Purpose: Retailers increasingly are using gamification to make the customer experience (CX) more exciting and encourage favourable customer outcomes. This paper aims to conceptualise the gamified customer experience (GCX), including relevant affordances, and investigate its effects on key customer outcomes, as well as its influential factors. Design/methodology/approach: The authors conducted a qualitative interview study with retail customers and gamification experts, plus a scenario-based experiment to test the hypotheses. Findings: Five distinct affordances induced by game elements in retail have led to a more exciting CX. The connections between these affordances and the holistic CX have led to a GCX that influences customer engagement, satisfaction and brand attitude. This effect is dependent on different factors, e.g. retail brand personality, customers’ shopping motivation and fear of manipulation. Originality/value: This study contributes to retail research by conceptualising the GCX phenomenon and providing a summary of relevant affordances. It further provides insights into the GCX’s effects on customer outcomes and influential factors, some of which have been ignored in previous research
The purpose of this study is to understand how gamification contributes to customers’ value creation in a retail context and how this value creation relates to brand engagement. The study builds on a field experiment using a two-group between-subjects design combined with correlational research. The experiment involved 378 participants recruited at a major European sports retailer. Participants were exposed to one of two conditions: one with a gamified activity in a store, and one in which the participants performed the same activity without being exposed to any game elements. The findings show that gamification affects the hedonic value of an activity and that this effect can be partly explained by positive affect. When this hedonic value was compared to the satisfaction with a reward, the hedonic value was found to be a better predictor of continued engagement intention. Finally, gamification through continued engagement intention is positively associated with brand engagement.

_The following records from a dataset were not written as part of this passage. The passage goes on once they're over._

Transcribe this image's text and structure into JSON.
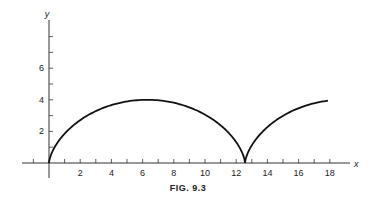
{
  "caption": "FIG. 9.3",
  "chart_data": {
    "type": "line",
    "title": "",
    "xlabel": "x",
    "ylabel": "y",
    "x_ticks": [
      2,
      4,
      6,
      8,
      10,
      12,
      14,
      16,
      18
    ],
    "y_ticks": [
      2,
      4,
      6
    ],
    "xlim": [
      -2,
      19.5
    ],
    "ylim": [
      0,
      8.2
    ],
    "grid": false,
    "series": [
      {
        "name": "cycloid",
        "x": [
          0,
          0.36,
          1.07,
          2.36,
          4.2,
          6.28,
          8.36,
          10.2,
          11.5,
          12.21,
          12.57,
          12.93,
          13.64,
          14.93,
          16.77,
          17.9
        ],
        "y": [
          0,
          0.54,
          1.38,
          2.44,
          3.41,
          4.0,
          3.41,
          2.44,
          1.38,
          0.54,
          0,
          0.54,
          1.38,
          2.44,
          3.41,
          3.75
        ]
      }
    ]
  }
}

Traditional retailers are facing strong competition from e-commerce. One way to meet this challenge is to follow the marketing movement of focusing on customer experiences. This transformation is based on the notion of engaging customers and one way to drive this engagement is through gamification to support value creation. In this study, we have identified variables affecting intentions to use gamified services and in what ways. For this purpose, we developed an app that generated different levels of gamification by varying the number of game elements. The data from a survey distributed during a field experiment indicates that an increasing level of gamification and technology experience have direct positive associations with intrinsic motivation. Furthermore, intrinsic motivation has a positive direct association with satisfaction, although this is partly mediated by mood. Finally, satisfaction has a positive direct relation with intention to use.